What is the Sound of Freedom?
Nancy Nevárez Ultra-red
For day three of Ultra-red’s project, the investigation will take up protocols for listening to the sound of freedom composed and facilitated by Nancy Nevárez.
Arika have been creating events since 2001. The Archive is space to share the documentation of our work, over 600 events from the past 20 years. Browse the archive by event, artists and collections, explore using theme pairs, or use the index for a comprehensive overview.
For day three of Ultra-red’s project, the investigation will take up protocols for listening to the sound of freedom composed and facilitated by Nancy Nevárez.
A discussion about what is at stake in the performance of realness and the practice of passing, and how they are both acts of survival and resistance.
An utterly deep introspection told in aching, weeping guitar lines; melodic, simple, always minimal but somehow entirely epic.
How do poetry and maths stitch together pictures of our fractured situation from its wreckage and relics, from the debris of hope and the well of residues that make us what we are?
Post consideration and post rationalisation… How do we think about experimental music and film after the performance?
A performed reflection on Malin’s previous re-enacting of a super influential landmark of performance art from the French feminist and artist Gina Pane.
Ecstatic, scalding and ludicrously heavy, nobody matches Incapacitants for live noise energy. One of the most exhilarating live acts in underground music.
Veterans of the psych-infused UK free noise scene, the Vibracathedral Orchestra is a hypnotic ur-drone group hailing from Leeds.
The Tower performance at KYTN throws into that mix the 70’s fluxus light shows and films of Jeff Perkins and other filmic interventions tuned to their unique frequency.
Fernando thinks that when maths is deep, it should be simple and able to be explained by hand gestures. By embodying ideas, we’re able to more clearly think about their cultural implications.
Includes: solar flares, insect fireworks, a new film from Ian Helliwell, pulsating glaciers, an apple being eaten alive, sea ravaged stock, crushed blackberries and film that has literally risen from the grave.
Opening with one of the most memorable shots ever filmed, and screened a year after the initial successes of the 2011 Egyptian revolution, Too Soon, Too Late is a search for the traces left on the landscape of past revolutions in France and Egypt.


Search the material below for the string "flap" and extract each line that has it.

Input records:
---*---
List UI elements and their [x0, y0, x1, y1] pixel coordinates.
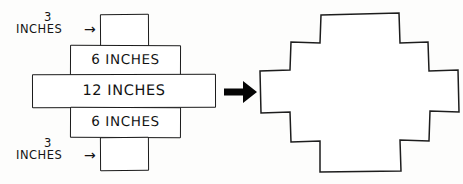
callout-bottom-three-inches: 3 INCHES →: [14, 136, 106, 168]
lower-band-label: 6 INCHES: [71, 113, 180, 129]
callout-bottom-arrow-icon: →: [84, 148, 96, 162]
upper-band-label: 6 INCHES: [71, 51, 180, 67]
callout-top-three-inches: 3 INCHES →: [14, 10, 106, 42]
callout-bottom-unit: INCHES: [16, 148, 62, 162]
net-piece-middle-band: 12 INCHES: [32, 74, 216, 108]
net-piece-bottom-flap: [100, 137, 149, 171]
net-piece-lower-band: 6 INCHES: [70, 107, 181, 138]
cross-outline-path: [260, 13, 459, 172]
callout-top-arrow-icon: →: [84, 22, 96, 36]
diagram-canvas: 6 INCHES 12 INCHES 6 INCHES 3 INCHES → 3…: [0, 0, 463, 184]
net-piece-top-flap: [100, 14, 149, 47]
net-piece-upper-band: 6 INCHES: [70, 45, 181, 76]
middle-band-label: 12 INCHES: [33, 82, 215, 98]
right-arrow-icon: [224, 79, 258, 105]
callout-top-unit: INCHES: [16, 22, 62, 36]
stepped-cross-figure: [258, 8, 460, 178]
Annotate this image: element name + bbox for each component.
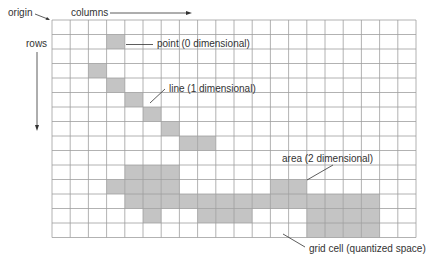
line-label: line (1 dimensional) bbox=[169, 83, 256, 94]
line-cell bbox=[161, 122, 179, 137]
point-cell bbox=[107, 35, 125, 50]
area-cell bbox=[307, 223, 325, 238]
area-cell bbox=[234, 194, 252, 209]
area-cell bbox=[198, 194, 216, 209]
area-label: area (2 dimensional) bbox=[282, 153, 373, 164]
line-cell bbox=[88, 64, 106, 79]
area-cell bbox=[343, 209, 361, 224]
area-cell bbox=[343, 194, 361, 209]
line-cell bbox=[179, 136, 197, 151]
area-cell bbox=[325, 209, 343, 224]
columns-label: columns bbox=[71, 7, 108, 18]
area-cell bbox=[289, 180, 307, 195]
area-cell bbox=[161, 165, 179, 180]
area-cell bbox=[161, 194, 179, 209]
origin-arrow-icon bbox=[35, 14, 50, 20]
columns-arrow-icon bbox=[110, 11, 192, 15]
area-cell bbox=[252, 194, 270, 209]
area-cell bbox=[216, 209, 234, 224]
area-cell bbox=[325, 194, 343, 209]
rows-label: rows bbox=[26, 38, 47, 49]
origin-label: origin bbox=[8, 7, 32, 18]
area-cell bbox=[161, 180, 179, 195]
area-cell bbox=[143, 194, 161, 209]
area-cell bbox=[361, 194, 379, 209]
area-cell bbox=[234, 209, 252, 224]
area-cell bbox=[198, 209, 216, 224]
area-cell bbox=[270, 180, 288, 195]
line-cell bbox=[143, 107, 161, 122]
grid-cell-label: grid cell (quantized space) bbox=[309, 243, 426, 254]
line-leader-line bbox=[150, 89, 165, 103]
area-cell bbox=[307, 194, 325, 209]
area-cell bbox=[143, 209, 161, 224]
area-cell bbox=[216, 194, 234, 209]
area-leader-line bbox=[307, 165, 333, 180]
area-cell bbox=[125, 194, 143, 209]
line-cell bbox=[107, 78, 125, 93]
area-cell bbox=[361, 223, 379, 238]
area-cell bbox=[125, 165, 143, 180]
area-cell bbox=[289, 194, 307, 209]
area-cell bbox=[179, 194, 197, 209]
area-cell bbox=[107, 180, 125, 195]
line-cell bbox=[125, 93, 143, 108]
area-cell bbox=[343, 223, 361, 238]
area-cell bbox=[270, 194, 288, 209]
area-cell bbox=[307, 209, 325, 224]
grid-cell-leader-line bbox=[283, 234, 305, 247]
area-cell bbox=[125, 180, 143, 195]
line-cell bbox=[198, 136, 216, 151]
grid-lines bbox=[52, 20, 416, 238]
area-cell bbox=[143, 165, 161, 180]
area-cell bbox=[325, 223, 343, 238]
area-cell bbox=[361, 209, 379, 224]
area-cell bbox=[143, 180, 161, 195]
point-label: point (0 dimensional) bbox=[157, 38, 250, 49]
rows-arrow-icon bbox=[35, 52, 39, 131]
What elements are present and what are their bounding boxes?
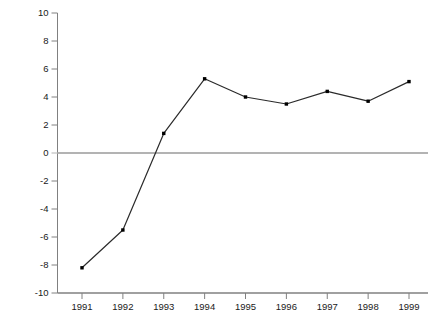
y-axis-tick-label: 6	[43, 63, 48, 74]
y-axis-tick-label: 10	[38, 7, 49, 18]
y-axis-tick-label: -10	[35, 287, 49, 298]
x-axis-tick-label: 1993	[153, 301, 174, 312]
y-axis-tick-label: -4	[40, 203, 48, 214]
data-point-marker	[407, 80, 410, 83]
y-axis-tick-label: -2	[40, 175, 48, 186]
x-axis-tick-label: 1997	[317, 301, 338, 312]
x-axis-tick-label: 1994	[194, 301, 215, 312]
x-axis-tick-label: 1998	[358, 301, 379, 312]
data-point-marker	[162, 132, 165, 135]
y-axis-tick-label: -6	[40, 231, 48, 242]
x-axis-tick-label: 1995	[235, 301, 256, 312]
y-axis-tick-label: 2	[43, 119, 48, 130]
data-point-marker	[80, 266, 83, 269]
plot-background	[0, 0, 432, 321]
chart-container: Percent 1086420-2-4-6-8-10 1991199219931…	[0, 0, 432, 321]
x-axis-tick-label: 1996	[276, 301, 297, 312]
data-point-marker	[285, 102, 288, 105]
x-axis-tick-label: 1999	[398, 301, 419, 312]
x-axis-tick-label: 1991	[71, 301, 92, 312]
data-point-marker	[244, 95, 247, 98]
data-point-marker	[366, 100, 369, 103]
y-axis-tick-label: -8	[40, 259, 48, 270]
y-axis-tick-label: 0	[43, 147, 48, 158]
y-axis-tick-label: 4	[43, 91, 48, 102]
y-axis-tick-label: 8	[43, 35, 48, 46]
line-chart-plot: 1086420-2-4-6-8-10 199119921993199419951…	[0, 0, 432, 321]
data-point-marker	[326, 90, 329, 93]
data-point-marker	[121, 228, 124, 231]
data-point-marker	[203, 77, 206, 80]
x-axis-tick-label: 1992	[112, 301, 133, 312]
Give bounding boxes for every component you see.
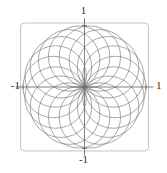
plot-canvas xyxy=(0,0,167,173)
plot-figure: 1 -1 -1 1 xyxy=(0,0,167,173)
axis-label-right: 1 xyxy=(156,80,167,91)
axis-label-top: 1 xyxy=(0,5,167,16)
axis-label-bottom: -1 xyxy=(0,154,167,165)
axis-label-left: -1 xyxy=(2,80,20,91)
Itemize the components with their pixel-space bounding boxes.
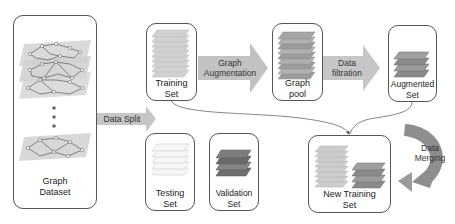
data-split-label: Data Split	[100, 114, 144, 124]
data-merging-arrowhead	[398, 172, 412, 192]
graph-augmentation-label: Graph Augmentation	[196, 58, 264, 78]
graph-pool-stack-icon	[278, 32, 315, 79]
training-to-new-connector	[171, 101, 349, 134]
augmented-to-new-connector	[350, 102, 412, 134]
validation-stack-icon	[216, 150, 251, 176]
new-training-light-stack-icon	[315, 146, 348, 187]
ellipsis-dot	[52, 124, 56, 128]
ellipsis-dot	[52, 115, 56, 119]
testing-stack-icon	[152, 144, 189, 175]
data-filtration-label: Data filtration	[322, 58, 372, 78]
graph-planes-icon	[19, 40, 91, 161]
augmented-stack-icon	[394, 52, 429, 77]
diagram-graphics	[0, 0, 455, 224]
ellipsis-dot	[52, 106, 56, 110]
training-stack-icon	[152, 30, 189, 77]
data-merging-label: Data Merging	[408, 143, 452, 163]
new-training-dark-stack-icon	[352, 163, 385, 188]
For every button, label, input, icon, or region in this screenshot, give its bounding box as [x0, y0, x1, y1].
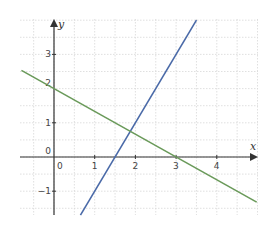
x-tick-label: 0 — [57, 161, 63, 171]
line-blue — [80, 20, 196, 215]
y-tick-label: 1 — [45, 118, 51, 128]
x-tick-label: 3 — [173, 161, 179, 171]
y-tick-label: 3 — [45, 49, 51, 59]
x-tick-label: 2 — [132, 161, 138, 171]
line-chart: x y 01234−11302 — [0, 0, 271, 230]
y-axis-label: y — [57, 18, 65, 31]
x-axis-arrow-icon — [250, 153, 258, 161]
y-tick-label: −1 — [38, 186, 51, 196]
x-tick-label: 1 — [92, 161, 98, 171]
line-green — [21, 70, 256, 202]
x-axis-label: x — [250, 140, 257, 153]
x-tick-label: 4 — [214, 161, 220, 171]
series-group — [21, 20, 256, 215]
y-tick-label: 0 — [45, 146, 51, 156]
---*---
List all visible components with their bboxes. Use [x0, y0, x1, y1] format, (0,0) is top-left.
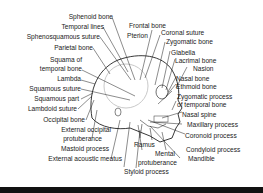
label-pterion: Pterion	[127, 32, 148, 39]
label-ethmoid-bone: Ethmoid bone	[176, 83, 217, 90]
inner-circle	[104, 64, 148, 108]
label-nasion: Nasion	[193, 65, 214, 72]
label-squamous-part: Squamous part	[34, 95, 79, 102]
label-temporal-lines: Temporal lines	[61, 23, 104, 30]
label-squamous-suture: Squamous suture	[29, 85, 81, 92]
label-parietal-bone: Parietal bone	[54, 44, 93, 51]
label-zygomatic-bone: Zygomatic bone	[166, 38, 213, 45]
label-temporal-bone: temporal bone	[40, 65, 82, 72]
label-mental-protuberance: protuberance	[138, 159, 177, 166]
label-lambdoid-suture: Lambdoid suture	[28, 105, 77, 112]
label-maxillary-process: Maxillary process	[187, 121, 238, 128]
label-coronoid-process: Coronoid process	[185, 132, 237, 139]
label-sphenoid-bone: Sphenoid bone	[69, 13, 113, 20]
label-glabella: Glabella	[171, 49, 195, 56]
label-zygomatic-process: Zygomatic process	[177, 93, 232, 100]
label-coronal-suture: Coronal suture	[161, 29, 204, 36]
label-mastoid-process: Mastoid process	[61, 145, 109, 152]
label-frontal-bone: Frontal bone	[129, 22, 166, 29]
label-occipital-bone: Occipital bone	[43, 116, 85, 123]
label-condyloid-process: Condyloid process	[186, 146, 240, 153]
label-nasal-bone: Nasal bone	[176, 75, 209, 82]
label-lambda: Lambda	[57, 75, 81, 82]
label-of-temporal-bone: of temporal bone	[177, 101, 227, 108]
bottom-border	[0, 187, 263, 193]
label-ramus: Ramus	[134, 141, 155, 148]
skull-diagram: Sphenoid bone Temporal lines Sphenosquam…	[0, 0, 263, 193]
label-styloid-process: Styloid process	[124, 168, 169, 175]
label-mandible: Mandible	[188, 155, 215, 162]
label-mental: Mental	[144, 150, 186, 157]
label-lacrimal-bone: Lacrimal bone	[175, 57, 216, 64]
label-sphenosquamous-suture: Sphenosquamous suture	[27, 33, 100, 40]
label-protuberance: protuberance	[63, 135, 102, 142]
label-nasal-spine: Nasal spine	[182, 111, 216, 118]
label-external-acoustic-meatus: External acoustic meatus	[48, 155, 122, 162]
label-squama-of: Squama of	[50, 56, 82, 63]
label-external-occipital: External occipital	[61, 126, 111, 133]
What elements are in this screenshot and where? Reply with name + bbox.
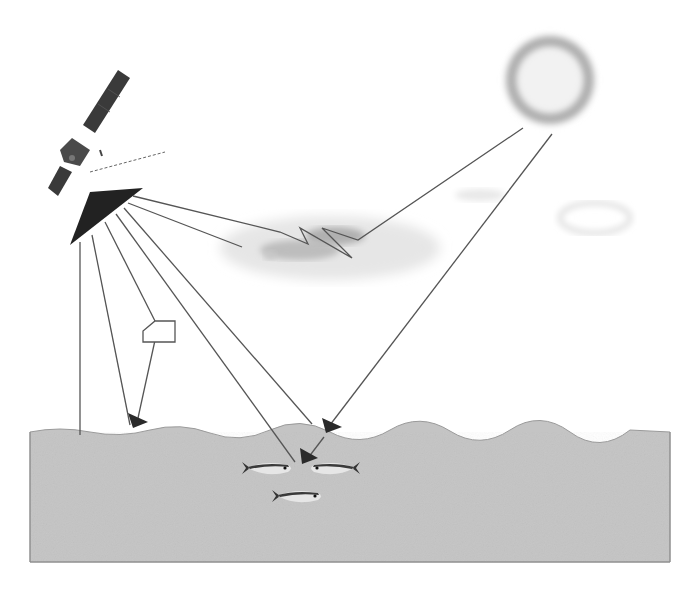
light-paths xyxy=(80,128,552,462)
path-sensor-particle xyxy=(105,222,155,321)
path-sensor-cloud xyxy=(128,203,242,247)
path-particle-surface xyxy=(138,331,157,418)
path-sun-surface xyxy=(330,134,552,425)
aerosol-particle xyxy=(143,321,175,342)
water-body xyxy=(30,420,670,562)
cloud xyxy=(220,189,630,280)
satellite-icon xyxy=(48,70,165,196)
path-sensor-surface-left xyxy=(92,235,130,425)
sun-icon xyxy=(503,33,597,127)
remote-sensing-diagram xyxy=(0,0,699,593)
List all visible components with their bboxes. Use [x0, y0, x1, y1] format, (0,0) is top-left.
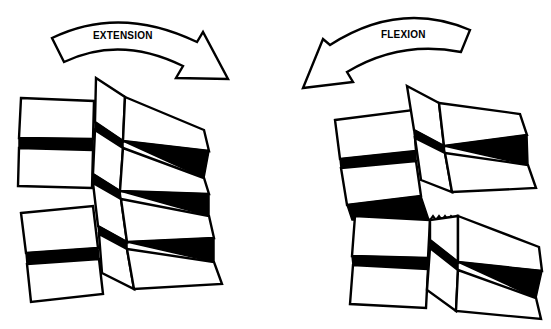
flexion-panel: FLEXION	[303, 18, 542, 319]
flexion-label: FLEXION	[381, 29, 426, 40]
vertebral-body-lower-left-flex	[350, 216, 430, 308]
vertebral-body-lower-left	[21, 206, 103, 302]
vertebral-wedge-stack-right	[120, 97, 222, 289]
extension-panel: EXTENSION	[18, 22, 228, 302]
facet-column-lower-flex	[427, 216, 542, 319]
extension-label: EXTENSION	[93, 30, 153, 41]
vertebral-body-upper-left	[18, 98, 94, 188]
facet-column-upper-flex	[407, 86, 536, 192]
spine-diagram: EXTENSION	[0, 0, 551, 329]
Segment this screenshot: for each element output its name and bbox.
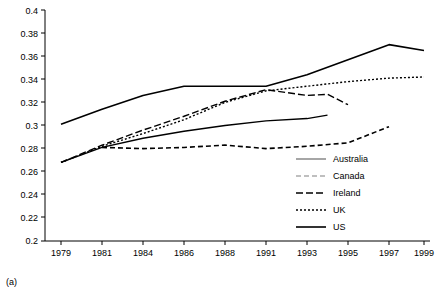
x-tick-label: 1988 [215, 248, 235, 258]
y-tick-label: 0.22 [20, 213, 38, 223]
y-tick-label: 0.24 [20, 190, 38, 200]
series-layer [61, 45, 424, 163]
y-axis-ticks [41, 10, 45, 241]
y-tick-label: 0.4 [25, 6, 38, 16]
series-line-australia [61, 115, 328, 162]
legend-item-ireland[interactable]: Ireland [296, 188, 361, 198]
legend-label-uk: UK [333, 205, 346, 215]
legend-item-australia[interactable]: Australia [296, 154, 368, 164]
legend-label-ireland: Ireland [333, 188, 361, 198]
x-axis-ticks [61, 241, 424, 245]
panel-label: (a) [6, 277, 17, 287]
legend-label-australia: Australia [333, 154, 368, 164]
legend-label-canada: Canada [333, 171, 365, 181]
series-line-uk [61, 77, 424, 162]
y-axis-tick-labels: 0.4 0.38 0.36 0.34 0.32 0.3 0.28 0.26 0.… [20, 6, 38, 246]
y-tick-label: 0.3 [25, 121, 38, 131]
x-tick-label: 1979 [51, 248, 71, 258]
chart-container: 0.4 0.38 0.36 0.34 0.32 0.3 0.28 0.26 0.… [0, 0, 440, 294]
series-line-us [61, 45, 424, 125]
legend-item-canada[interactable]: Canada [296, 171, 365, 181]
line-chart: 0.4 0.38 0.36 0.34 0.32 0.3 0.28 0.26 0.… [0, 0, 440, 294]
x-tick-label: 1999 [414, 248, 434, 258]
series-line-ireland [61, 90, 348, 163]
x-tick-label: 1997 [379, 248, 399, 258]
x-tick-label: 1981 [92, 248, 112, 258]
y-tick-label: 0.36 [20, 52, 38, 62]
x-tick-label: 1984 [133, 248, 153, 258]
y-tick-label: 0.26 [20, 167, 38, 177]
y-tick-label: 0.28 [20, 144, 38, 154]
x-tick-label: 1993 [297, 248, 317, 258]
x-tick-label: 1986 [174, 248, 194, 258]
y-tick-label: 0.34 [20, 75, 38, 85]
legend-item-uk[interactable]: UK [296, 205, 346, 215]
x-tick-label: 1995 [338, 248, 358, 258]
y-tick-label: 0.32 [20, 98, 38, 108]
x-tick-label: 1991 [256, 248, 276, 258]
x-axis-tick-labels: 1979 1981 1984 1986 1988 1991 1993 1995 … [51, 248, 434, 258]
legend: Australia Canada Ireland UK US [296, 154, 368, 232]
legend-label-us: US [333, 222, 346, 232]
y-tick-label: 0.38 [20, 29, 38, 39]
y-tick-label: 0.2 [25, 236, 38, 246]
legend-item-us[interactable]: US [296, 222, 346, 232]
---*---
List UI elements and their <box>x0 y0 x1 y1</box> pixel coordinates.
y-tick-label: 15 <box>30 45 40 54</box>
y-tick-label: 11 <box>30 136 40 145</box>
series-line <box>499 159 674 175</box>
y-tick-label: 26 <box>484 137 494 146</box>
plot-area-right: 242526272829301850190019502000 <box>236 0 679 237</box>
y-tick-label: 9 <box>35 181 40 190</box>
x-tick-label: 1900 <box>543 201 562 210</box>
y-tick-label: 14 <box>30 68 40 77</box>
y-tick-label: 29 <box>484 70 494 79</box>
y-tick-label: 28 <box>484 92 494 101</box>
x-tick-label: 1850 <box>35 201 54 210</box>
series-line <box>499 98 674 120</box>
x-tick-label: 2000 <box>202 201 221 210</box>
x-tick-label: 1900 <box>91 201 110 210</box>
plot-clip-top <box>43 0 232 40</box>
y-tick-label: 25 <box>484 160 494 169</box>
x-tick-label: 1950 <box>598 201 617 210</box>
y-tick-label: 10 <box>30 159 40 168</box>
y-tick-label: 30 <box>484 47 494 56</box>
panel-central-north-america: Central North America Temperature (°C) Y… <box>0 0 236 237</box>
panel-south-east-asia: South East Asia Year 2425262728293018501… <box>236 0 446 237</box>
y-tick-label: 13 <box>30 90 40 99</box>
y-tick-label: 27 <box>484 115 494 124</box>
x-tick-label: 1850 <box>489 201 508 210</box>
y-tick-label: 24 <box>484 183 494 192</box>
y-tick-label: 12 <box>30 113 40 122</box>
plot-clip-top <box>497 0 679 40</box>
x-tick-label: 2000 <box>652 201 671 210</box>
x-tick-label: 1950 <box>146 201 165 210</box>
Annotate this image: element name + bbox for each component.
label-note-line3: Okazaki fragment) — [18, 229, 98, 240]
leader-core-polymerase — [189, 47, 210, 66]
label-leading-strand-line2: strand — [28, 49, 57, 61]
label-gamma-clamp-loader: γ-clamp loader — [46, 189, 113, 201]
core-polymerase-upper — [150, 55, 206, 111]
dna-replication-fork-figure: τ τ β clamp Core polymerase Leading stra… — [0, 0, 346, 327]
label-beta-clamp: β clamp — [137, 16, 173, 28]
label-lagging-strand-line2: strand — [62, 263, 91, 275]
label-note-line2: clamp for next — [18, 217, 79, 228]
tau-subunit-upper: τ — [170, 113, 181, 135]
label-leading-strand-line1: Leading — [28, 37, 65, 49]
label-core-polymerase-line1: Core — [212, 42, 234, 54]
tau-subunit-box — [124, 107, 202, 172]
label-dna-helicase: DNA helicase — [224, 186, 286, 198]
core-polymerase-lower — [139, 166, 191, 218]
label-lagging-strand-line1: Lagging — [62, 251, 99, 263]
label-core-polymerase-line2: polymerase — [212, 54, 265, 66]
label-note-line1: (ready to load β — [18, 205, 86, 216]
---*---
Answer below:
net-piece-bottom-flap: [100, 137, 149, 171]
net-piece-top-flap: [100, 14, 149, 47]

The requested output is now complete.